Valley Medical Group (VMG) was looking for a way to consistently create capacity for its medical assistants to practice to the top of their license and spend more time with patients before every provider visit. Though this work was highly valued, the time available for these interactions was threatened as medication refill processing responsibilities grew, reaching 10,000 requests per month.

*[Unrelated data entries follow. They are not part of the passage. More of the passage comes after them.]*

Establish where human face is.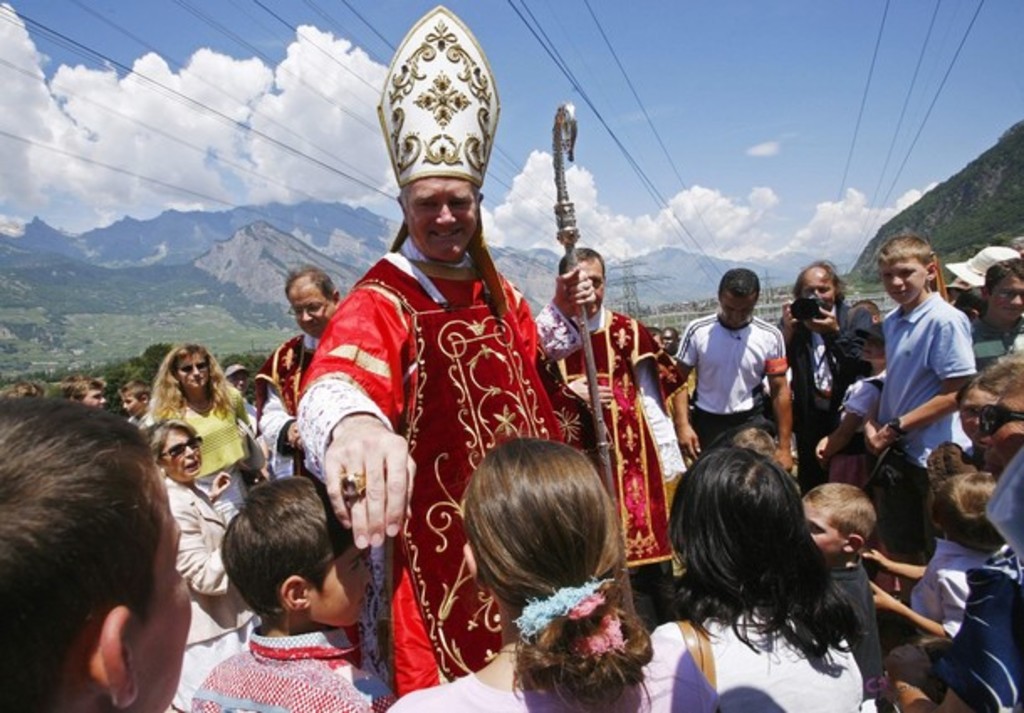
Established at bbox=[285, 284, 326, 337].
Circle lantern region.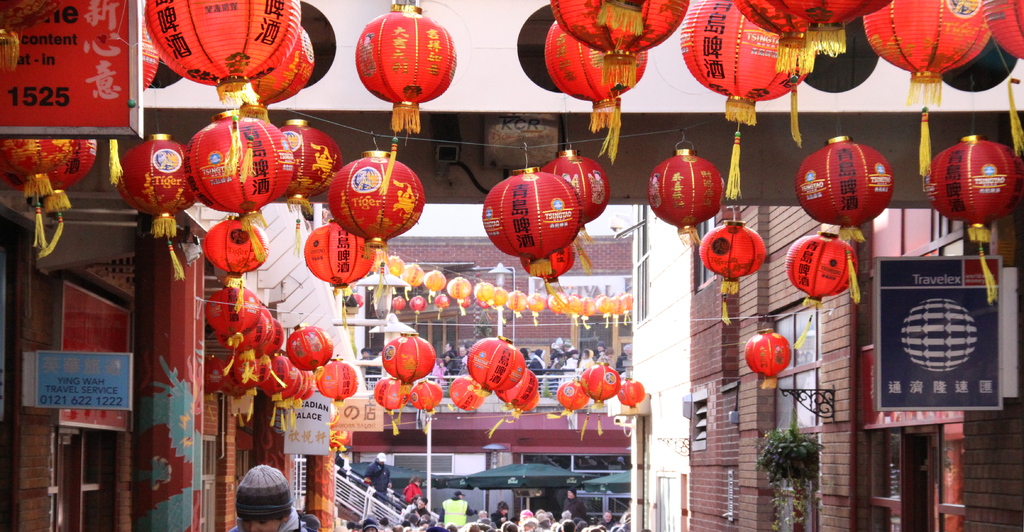
Region: x1=352, y1=292, x2=364, y2=308.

Besides taking away from patient care, the sheer volume of medication refill requests necessitated processing by numerous rotating clinical staff members. As a result, medical assistants were using their individual judgment to determine refill actions based on their knowledge of the provider and the patient, creating variability in prescribing patterns. Though medication protocols were in place, they were not consistently followed and created a liability for the organization.

SOLUTION

VMG chose to implement the Health Catalyst Embedded Refills application to automate, standardize, and delegate much of the refill process. Embedded Refills is a cloud-based workflow automation software. The application pulls in incoming refill requests, compiles them with relevant patient data, and processes them through an evidence-based rules engine to determine the correct course of action. Martha Mastroberti, Healthcare Informatics Manager at Valley Medical Group, notes, “Working with Health Catalyst gives us access to a bunch of smart people who help us to administer better care. We view them as a true partner, and staff ask on a monthly basis if they can expand the uses of the Embedded Refills application.”

To complement the application's capabilities and free up as much medical assistant time as possible, VMG also devised a new, delegated refill workflow. At each of its four centers, a non-clinical clerk was identified to process all incoming refill requests, both from patients and pharmacies. The end goal was to only pass along refill requests to providers that required clinical review or fell into the controlled substances category.

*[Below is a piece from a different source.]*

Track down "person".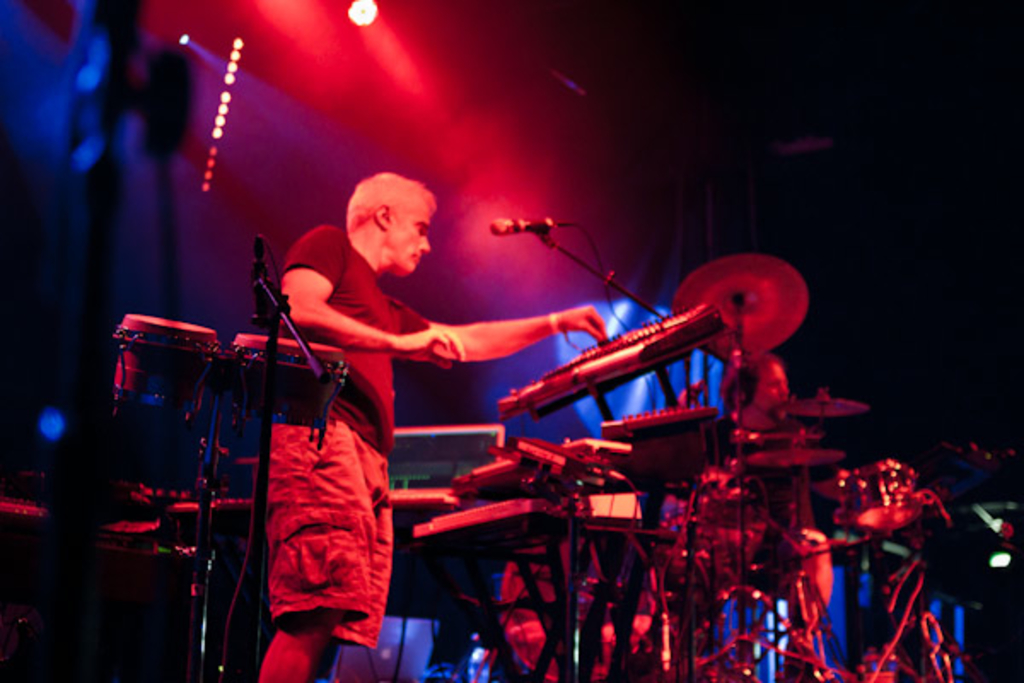
Tracked to pyautogui.locateOnScreen(263, 167, 614, 681).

Once turned on, the Embedded Refills application began sending processed refill messages to each non-clinical clerk’s inbox with the following categories: In Protocol, Out of Protocol, Off Protocol, Duplicate, and Controlled. Those categorized as In Protocol and Duplicate are handled entirely by the clerk and no longer require provider review.

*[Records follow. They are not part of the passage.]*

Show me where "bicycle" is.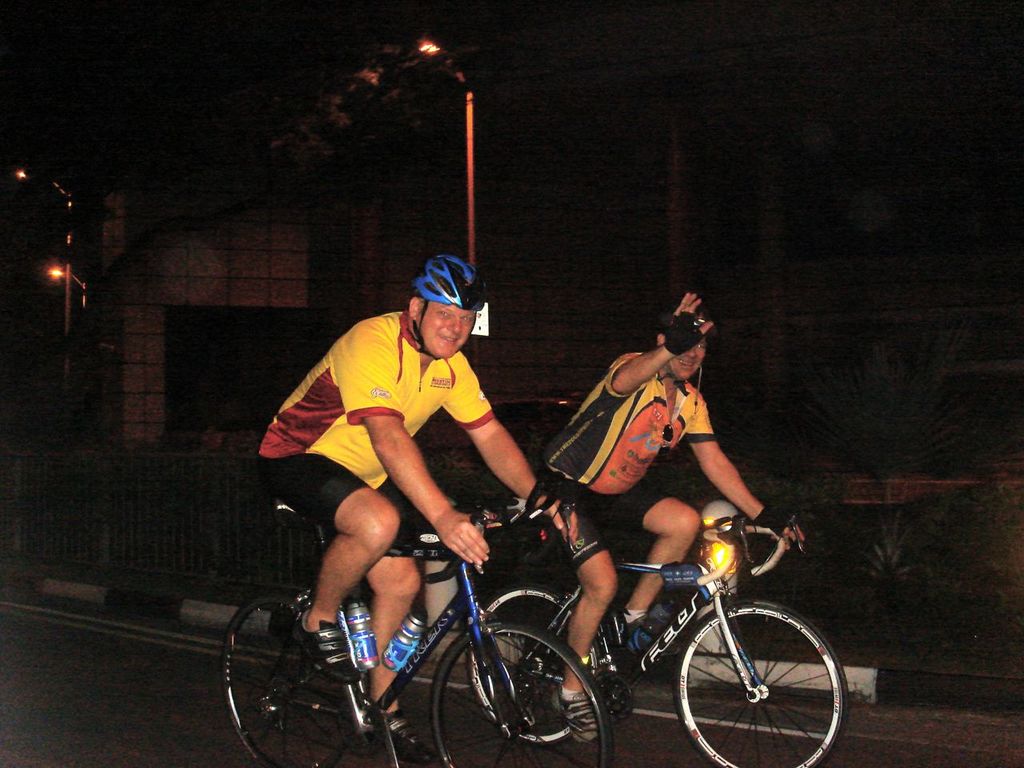
"bicycle" is at 471/510/851/767.
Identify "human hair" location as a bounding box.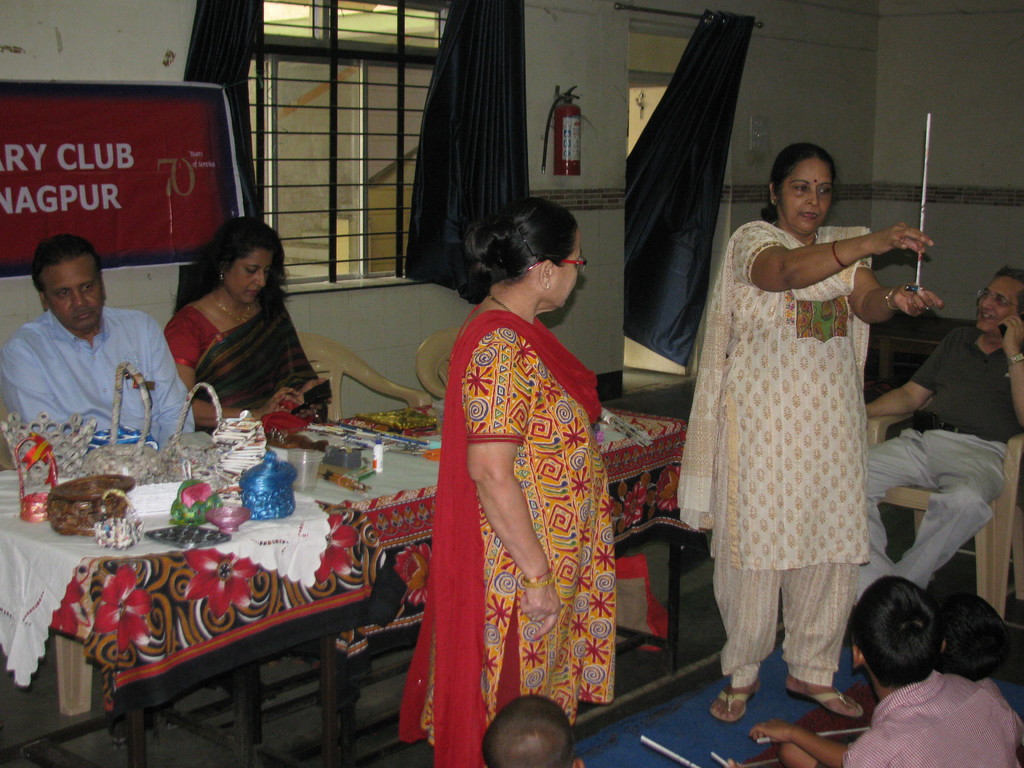
box=[173, 216, 292, 324].
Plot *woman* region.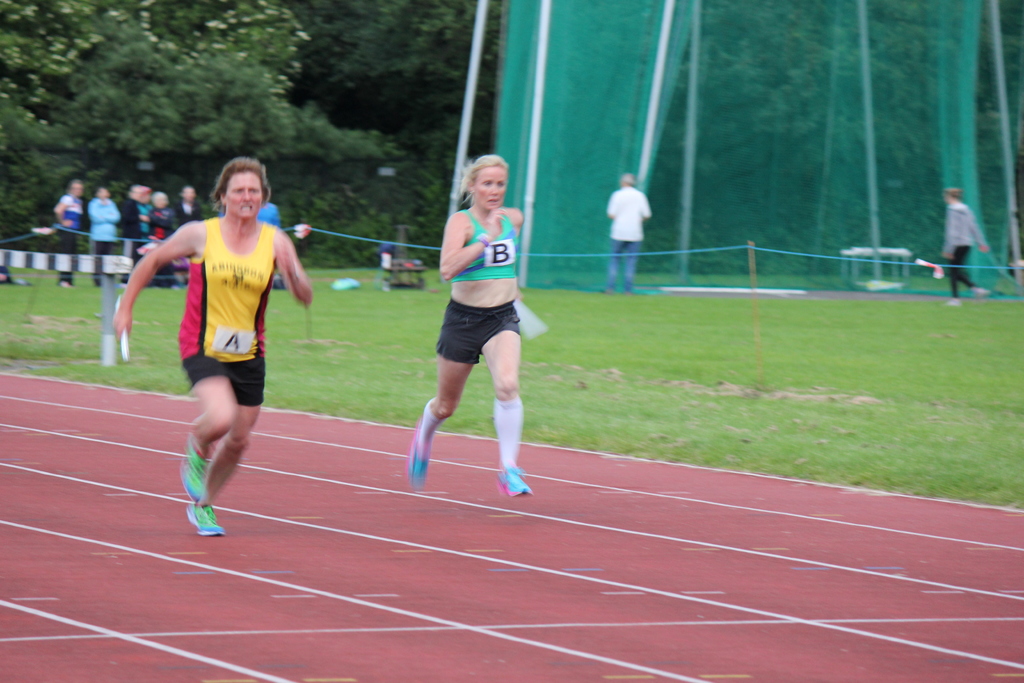
Plotted at 138/177/308/548.
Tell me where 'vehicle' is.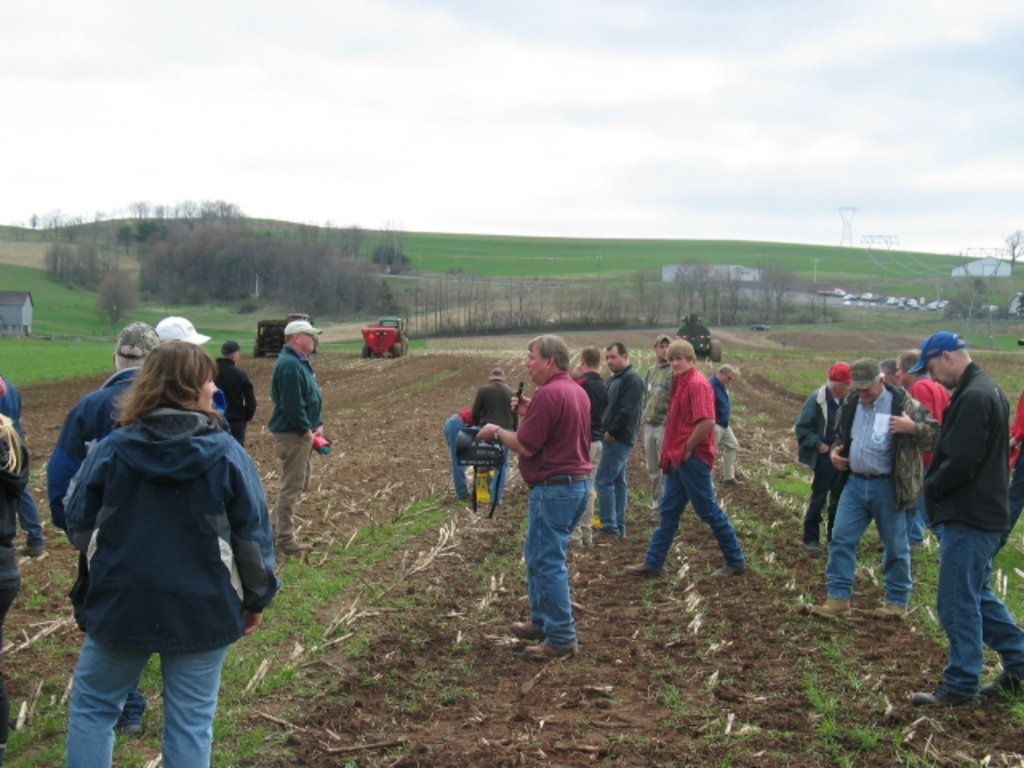
'vehicle' is at <region>253, 318, 301, 358</region>.
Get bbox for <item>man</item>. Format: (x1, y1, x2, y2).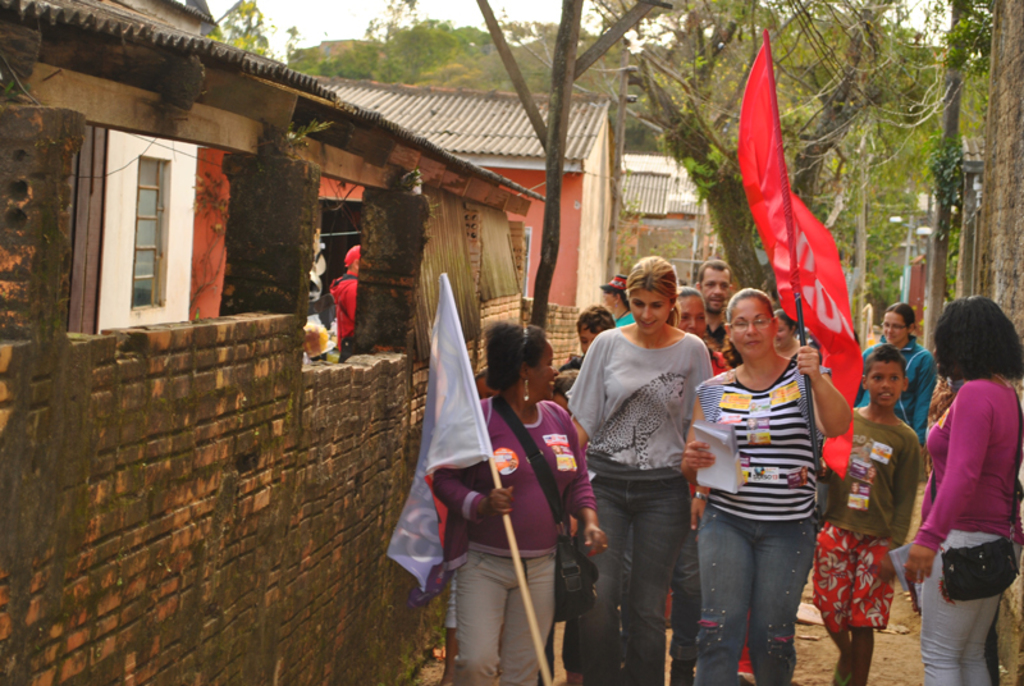
(694, 260, 735, 347).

Regarding how the application supports VMG's patient-centered medical home approach, Mastroberti adds, “We are responsible for this population, even if they don’t walk through the door. Embedded Refills gives us what we need to take care of people wherever they are. We don’t want to have people come into the clinics just to get their meds. Instead, we want them to live their lives and get their meds without hoops to jump through.”

The implementation of the Embedded Refills application was fast due, with the technical implementation taking just one week to complete and gaining internal consensus on protocols required an additional two weeks. In less than a month, staff began benefiting from Embedded Refills. On an ongoing basis, requests sent to the Health Catalyst customer success team are routinely resolved within 24 hours, which has built trust and confidence across the VMG team.

RESULTS

Across the four non-clinical clerks, 500 refills are processed daily by lunchtime at a rate of up to 125 refills an hour. This same group now spends afternoons completing prior authorizations on behalf of the clinicians they support.

Of the incoming requests, clerks auto-deny duplicate requests (25 percent of incoming volume), auto-approve in-protocol requests (25 percent of incoming volume), and can independently correct signature mismatches (10 percent of incoming volume). As a result, VMG has reduced the number of refill requests sent to providers by 60 percent.

With Embedded Refills, only 40 percent of incoming refill requests ever make it to clinical staff, and their freed-up time is now spent supporting the patient-centered medical home model. Medical assistants are no longer scrambling around to finish up work in inboxes, and they are able to see patients in the clinic and follow up with phone calls to drive quality care.